The meat grinder approach for startup ideas

Raw Meat

I first heard of the meat grinder approach for finding startup ideas in a post by Tyler Tringas.

Tyler doesn’t try to find good business ideas. He uses the meat grinder approach to filter out all the bad ideas he has.

So for a few goals that I’ve been noodling on for next year having an idea meat grinder will be helpful. But before I go into detailing out the my initial meat grinder blueprints, something I’ll do in a later post. I wanted to share the method of filtering out bad ideas.

Coming up with new ideas especially business ideas should be effortless. You can come up with 10 a day minimum. This is even easier after becoming an idea machine.

Just try it. Take 15 minutes to see if you can come up with 10 business ideas right now. Don’t judge or filter yourself just let it flow.

If you don’t already you’ll have a huge backlog of potential ideas. This is when the meat grinder process comes into play.

“The process goes like this. You see a problem. You quickly sketch the outline of what a business that solves that problem might look like. Then you put that business through a brutal meat grinder of questions. You’re actively trying to poke holes in the idea and stress test it. Beat it up. Be actively trying to discard it and move onto the next one. You need to refine the meat grinder, get really good and fast at obliterating ideas.” — Tyler Tringas

If the idea fails one question then drop it. Like my boy Jay-Z says it’s, “on to the next one”.

So the approach lives and dies by the quality of your questions. In the original post the question are for solo-founders looking to replace their jobs. With a change to questions your meat grinder could generate VC funded moonshot ideas. If that’s your cup of tea.

Here are some of the basic questions in Tyler’s meat grinder for business ideas.

  • Can I make this?
  • Are people currently spending money on it?
  • How will I get the first 25 customers? Then the next 250?
  • If it works, will it be sustainable?
  • Am I the person to build this business?

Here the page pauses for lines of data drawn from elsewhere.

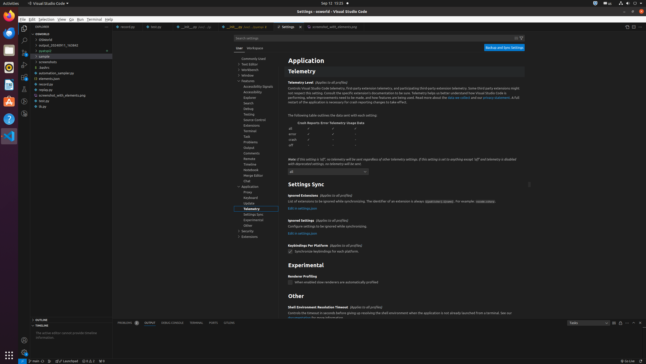  What do you see at coordinates (24, 53) in the screenshot?
I see `Source Control (Ctrl+Shift+G G) - 1 pending changes Source Control (Ctrl+Shift+G G) - 1 pending changes` at bounding box center [24, 53].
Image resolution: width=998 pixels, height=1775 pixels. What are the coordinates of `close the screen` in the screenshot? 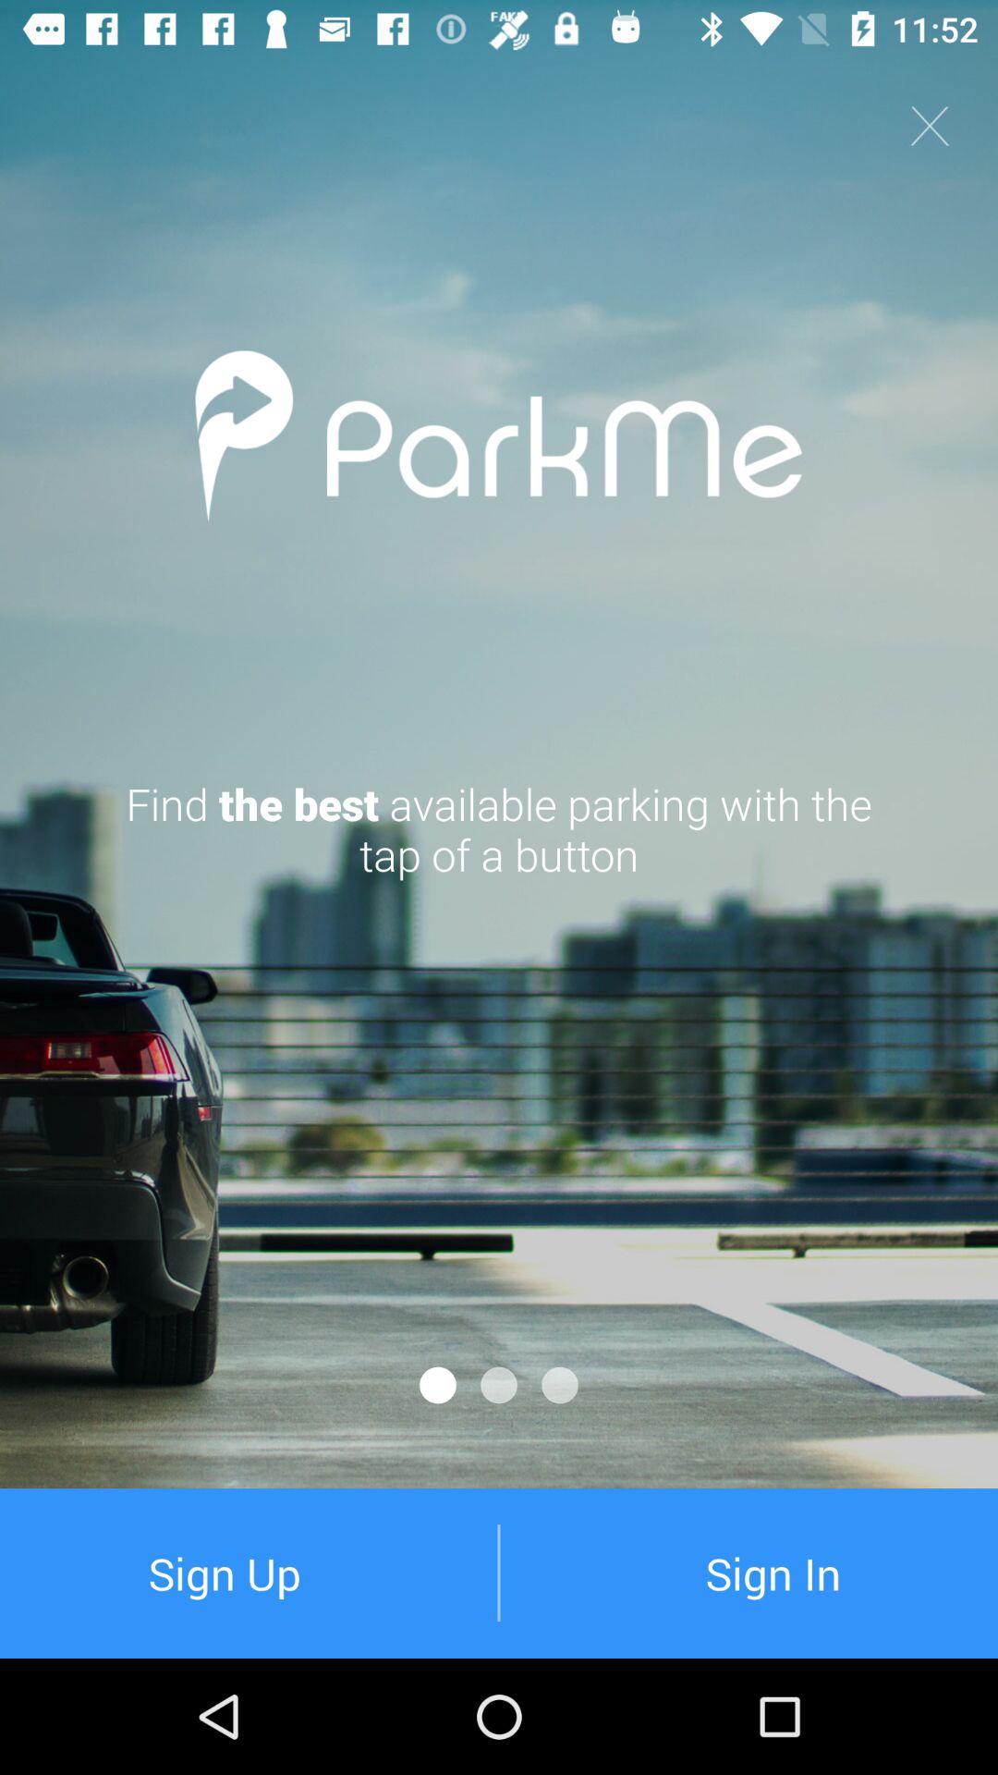 It's located at (930, 126).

“The secret to coming up with a successful business idea is putting hundreds of ideas through the meat grinder.” — Tyler Tringas

It feels like the meat grinder approach seems simple on the surface but can be powerful in practice.

Going through this process would have helped me avoid the mistakes I had with Samson. I think it’s helpful to have a process for finding ideas that will not only work but work best for you.

You can learn more about it in the original post, “How to Get Startup Ideas: The Meat Grinder Approach”.

I’m looking forward to finding questions to use in my own meat grinder process.

What questions do you think would be helpful for you?